The young women of the Runaways are promoted by producer Kim Fowley, a flamboyant loudmouth who pushes Currie to flaunt her sexuality. While Fowley fantasizes about the Runaways being as transformative as the Beatles, as portrayed in the movie, he irresponsibly pushes them, exploits them, and foments controversy within the band. Not surprisingly, drugs become a major part of their lives. One wonders what might have become of the band had they had a producer like the Beatles’ George Martin instead of the narcissistic and irresponsible Fowley.

The movie is directed by Floria Sigismundi in her feature debut. Her inexperience shows perhaps in a general lack of sense of place or passage of time in the movie. When the girls are on the road playing concerts in dives, we don’t get a feel for where they are. On tour in Japan, it feels like LA with asian extras (the cars are shown driving on the right, unlike Japan’s left-side driving, for example).

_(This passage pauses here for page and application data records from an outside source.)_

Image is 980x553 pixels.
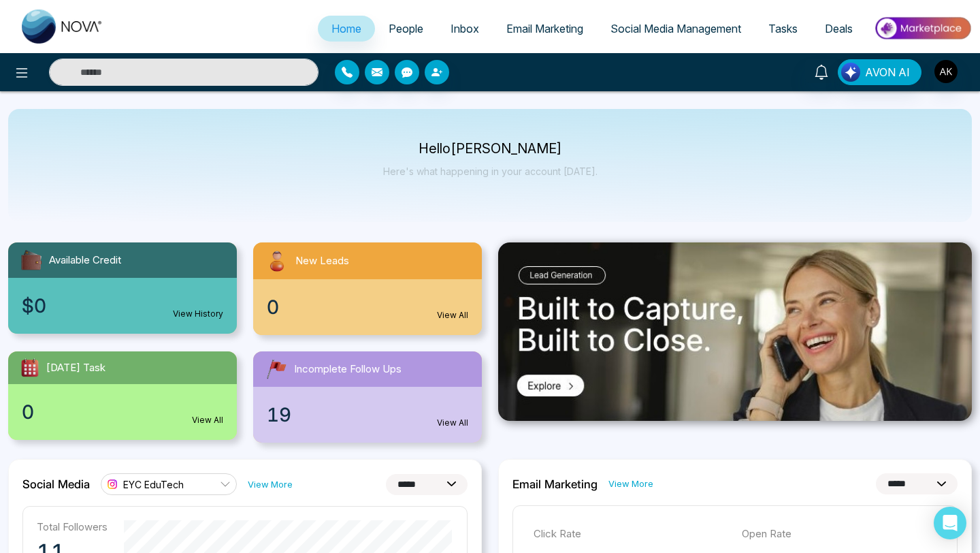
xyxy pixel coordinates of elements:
a: Tasks [755,16,811,41]
span: $0 [21,291,47,319]
a: New Leads0View All [245,242,490,334]
a: View All [437,417,468,429]
a: View All [437,309,468,321]
span: EYC EduTech [123,477,184,490]
span: Home [332,21,362,35]
a: Incomplete Follow Ups19View All [245,351,490,443]
p: Click Rate [533,526,728,542]
p: Here's what happening in your account [DATE]. [383,165,598,177]
img: availableCredit.svg [19,248,44,272]
span: Available Credit [49,252,121,268]
img: followUps.svg [264,357,289,381]
a: View History [173,307,223,319]
span: Incomplete Follow Ups [294,362,402,377]
h2: Email Marketing [513,477,598,490]
p: Hello [PERSON_NAME] [383,143,598,154]
img: Market-place.gif [873,13,972,44]
p: Open Rate [742,526,936,542]
div: Open Intercom Messenger [933,506,966,539]
a: Social Media Management [597,16,755,41]
a: Inbox [437,16,492,41]
span: New Leads [295,253,349,269]
h2: Social Media [22,477,90,490]
span: Social Media Management [610,21,741,35]
span: Email Marketing [506,21,583,35]
a: View More [248,477,292,490]
span: People [389,21,423,35]
img: Lead Flow [841,63,860,81]
button: AVON AI [838,59,921,85]
span: 0 [267,292,279,321]
img: Nova CRM Logo [21,9,104,44]
p: Total Followers [36,520,107,532]
a: People [375,16,437,41]
a: Home [318,16,375,41]
img: instagram [106,477,119,490]
span: 19 [267,400,291,429]
img: todayTask.svg [19,357,41,378]
span: [DATE] Task [47,360,106,376]
a: View All [192,414,223,426]
span: AVON AI [865,64,910,80]
a: Email Marketing [492,16,597,41]
span: Inbox [450,21,479,35]
a: Deals [811,16,866,41]
a: View More [608,477,653,490]
span: Deals [825,21,853,35]
span: Tasks [768,21,798,35]
img: User Avatar [934,60,958,83]
span: 0 [21,397,34,426]
img: . [498,242,972,420]
img: newLeads.svg [264,248,290,274]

But she does an excellent job of capturing the mood of the girls, their band, and drawing great performances out of Stewart and Fanning.

My Erdös-Bacon Number

Saturday, April 3rd, 2010

My Erdös-Bacon number is 6. This is the sum of my Erdös number (4), which measures the number of degrees of separation I have, through authorship of academic papers, from prolific Hungarian mathematician Paul Erdös, and my Bacon number (2), which measures the number of degrees of separation I have, through movie roles, from American actor Kevin Bacon. My Bacon number is low courtesy of my role in the movie Deep Impact which features a large cast of many veteran actors. My connection to Bacon (or at least the first one I found) is via Maximilian Schell, who was in Telling Lies in America with Kevin Bacon. So Schell has a Bacon number of 1, and since I was in Deep Impact with Schell, I have a Bacon number of 2.

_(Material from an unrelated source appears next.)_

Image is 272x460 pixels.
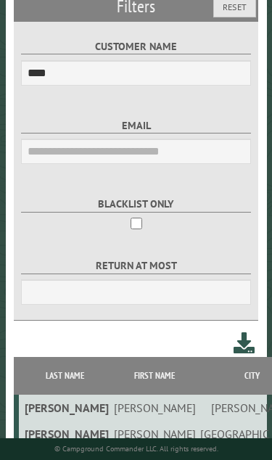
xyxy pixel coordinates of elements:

Figuring out my Erdös number required a bit more sleuthing, but was greatly aided by this website, provided by the American Mathematical Society, which will provide the Erdös number of any author in the database of math papers. The difficulty is that I am not in their database. So I made some guesses as to co-authors of mine who might be in their database. The first good hit was Frank Spahn, a dynamicist friend and colleague at the University of Potsdam who has an Erdös number of 5, giving me E=6 and and E-B number of 8. When I thought about other possible connections, though, I hit on Jeff Scargle, a mathematically inclined planetary scientist at NASA’s Ames Research Center. While I have not authored a paper with Jeff Scargle, I have with his Ames colleague, Jeff Cuzzi. Scargle is in the database with an Erdös number of 2, giving Cuzzi an Erdös number of 3, and me E=4.

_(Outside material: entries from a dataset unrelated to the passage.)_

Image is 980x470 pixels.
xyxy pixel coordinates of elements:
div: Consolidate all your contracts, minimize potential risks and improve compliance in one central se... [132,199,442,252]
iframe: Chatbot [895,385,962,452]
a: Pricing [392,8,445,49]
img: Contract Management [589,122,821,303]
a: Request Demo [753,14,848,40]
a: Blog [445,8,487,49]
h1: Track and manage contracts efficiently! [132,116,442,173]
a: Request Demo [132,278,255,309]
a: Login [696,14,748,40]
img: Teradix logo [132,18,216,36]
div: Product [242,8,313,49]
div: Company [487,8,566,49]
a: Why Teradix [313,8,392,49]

Why does anyone care about these numbers? Well, most don’t. The idea of degrees of separation has been around for some time, and a game was created around the idea of finding the number of acting degrees of separation from Kevin Bacon. These calculations of degrees of separation are a way to quantify the “small world phenomenon” that posits that the human population is a network of connections where the number of links between any two individuals is small. The world of mathematical journals is sufficiently different, that even having an Erdös number and a Bacon number is fairly unusual. And since the whole connection concept is essentially a mathematical model, it seems fitting to have a small world number based on a mathematician. Paul Erdös wrote well over 1000 scholarly articles, so mathematicians used him as a root for degrees of separation in that particular world. My E-B number of 6 puts me one behind Brian Greene (5) and one better than Stephen Hawking and tied with Richard Feynman.